Reference supporting GS design decision: http://forum.axishistory.com/viewtopic. ... 1&t=143997NotaPacifist wrote:No Iceland or Greenland for the Axis
The above reference provides an excellent discussion and analysis of the German potential for invading Iceland. This thread is 17 pages long and was started on 21 June 2003 and was locked on 30 September 2008. Though one member keeps trying to push his opinion that Germany could have successfully invaded Iceland, my opinion after reading through the thread was that this was not historically feasible. Hence, our design decision to script the activation of Iceland as an allied base in GS. I've quote on post below that for me summarizes this and supports our design decision.
Also, if one buys that the potential for a German invasion of Iceland is not historically credible then I think it's a fairly easy extension that the potential for a German invasion of Greenland or the Azores is too.
Reference Post: http://forum.axishistory.com/viewtopic. ... 8#p1252698
phylo_roadking wrote:Okay - here's the plot so far....
Ju52 land-based aircraft can ONLY land on the eastern coast of Iceland. There are surveyed areas suitable for airfields - but none extant. No land cleared of fencing and obstructions, levelled, or consolidated. No blind or night landing aids of any sort. To land THERE - airstrips need to be created. To do THIS means either using what earthmoving equipment is available in Iceland, mostly around Reykjavik and having to be captured and MOVED to Eastland...or by unloading from cargo ships.
These cargo ships, like all OTHER maritime elements of the plan, need to evade the RN forces patrolling off Norway, they need to avoid the several dozen ships of the North Sea Picket, they need to avoid observation by all the RAF Coastal Command maritime patrols over the North Sea. And any aircraft flying back and forth between the UK and Allied forces off Norway crossing the German flotilla's path. And all auxiliairy naval vessels moving back and forth between the UK and Norway, crossing their path. And all RN and french submarine patrols in support of the forces off Norway...
To capture Reykjavik, the Germans have NINE long-range Condors - each carrying 26 armed troops. That means they have to capture the island's capital, and take possession of ALL the materiel they require and start moving it overloand or start loading it on coasters - with 234 men. And keep the "restless natives" under control, take control of ALL the governmental infrastructure, police locals forced to work etc. - and provide police functions in and around Reykjavik.
Once several MORE days are expended levelling and otherwise preparing airstrips in Eastland after enough equipment arrives, Ju52s can begin flying in - with minimal loads due to the extra fuel tankage they require to actually get there.
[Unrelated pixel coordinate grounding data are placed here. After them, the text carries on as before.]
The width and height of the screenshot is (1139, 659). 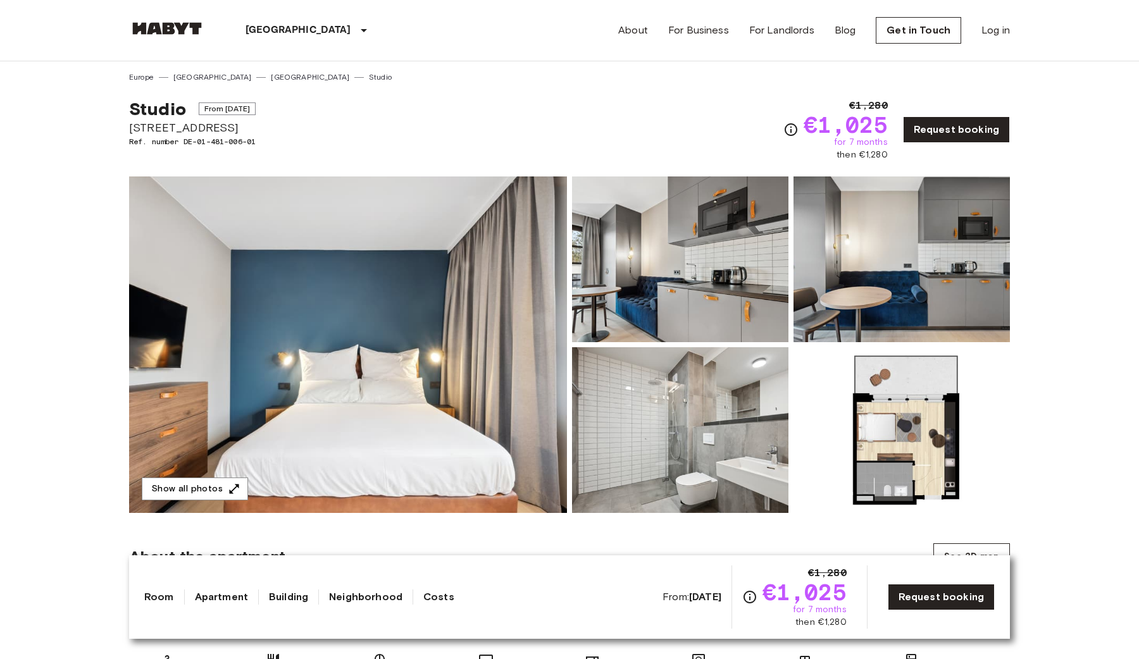 I want to click on a: Get in Touch, so click(x=918, y=30).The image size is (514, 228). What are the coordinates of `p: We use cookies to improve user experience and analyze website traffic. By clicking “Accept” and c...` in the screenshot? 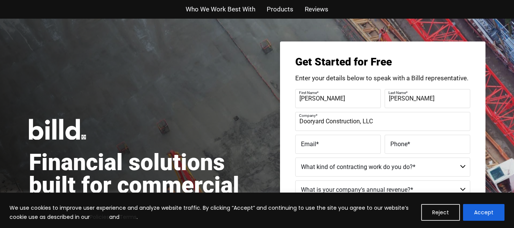 It's located at (212, 212).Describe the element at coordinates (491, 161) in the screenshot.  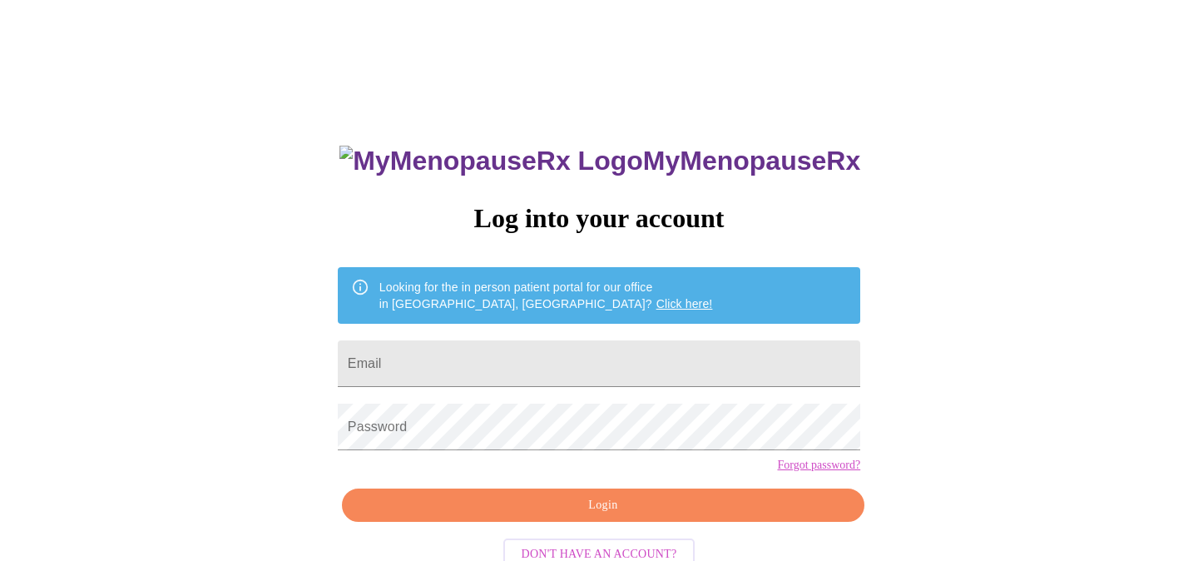
I see `img: MyMenopauseRx Logo` at that location.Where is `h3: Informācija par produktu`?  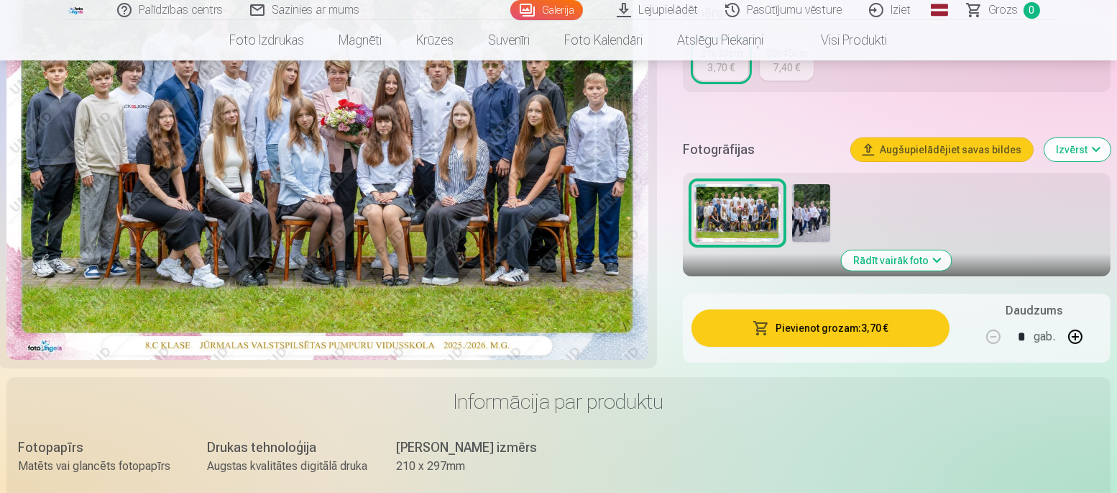 h3: Informācija par produktu is located at coordinates (559, 401).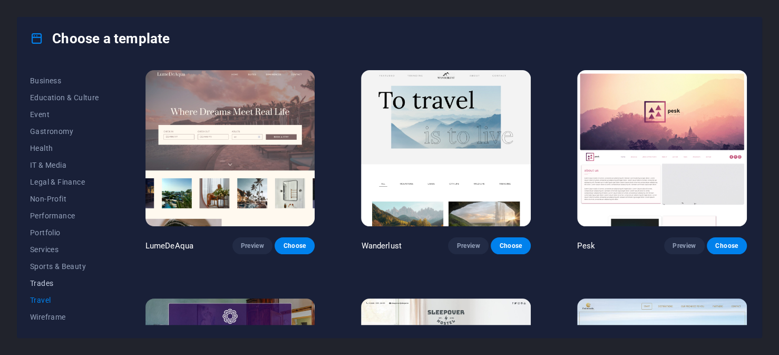  What do you see at coordinates (64, 182) in the screenshot?
I see `button: Legal & Finance` at bounding box center [64, 182].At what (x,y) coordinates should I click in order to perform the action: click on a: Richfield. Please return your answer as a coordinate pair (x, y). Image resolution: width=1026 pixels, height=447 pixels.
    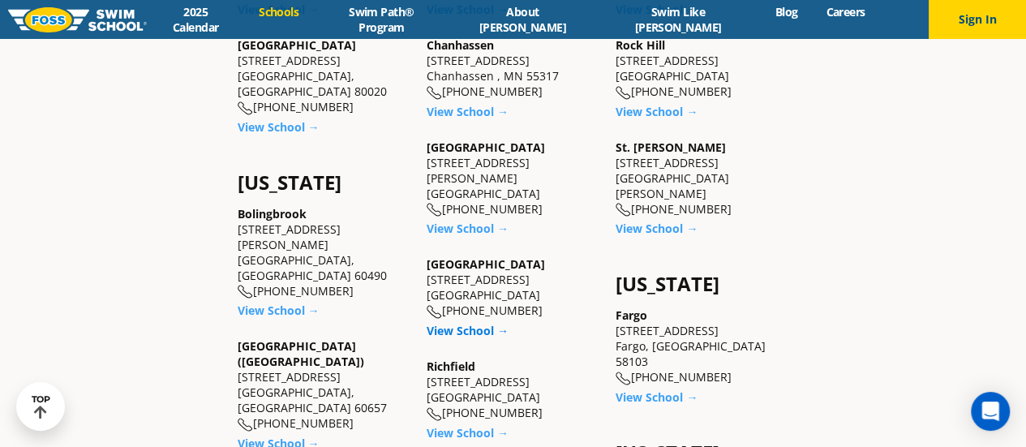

Here any fuel they carry as cargo has to be put into their OWN tanks to get them BACK to Norway. More fuel CAN of course be landed from any of the cargo vessels that SURVIVE to unload - remembering how many of the "milchcow" freighters actually made it to locations like Narvik....in the case of Narvik NONE. No extra ammunition, no uniforms, no stores of ANY kind for the germans there apart from what they arrived with. So LITTLE they had to dress the exhausted survivors of the KM destroyers in looted NORWEGIAN uniforms!!! And so little ammunition that after 24 hours the German commander had to order his troops NOT to shoot at attacking FAA Swordfish bombers.
Remember - if none of the ships loaded with earthmoving equipment make it - the Germans are depending on what they find IN Iceland. If they don't find or can't transport anything IN Iceland - they're dependent on the ships getting through. Ditto the bunkered fuel the Germans expect to capture at Reykjavik, having flown all the way across the island without ANYONE spotting them and telephoning the capital to report a formation of nine four-engined aircraft crossing the island...
Petrol and aviation fuel landed from cargo vessels will be in drums; drums need to be manhandled and loaded on any available vehicles - and this is SLOW. Likewise - at the makeshift airfields, refuelling aircraft is slow because it has to be handpumped into the grounded Ju-52s...
There MAY be more troops and LIGHT stores ashore in Eastland from Ju-52/3m Wasser floatplanes - but NO heavy cargo. Why not? Simple. Seaplanes have this really MAJOR problem with tying up beside dock quays and using cranes or winches to unload heavier stores and equipment. To take the simplest first - Ju-52s have SIDE doors, cranes and woinches have this horrible habit of working off horizontal decks, or cargo hold decks. They aren't very good at reaching down and IN to aircraft fuselages...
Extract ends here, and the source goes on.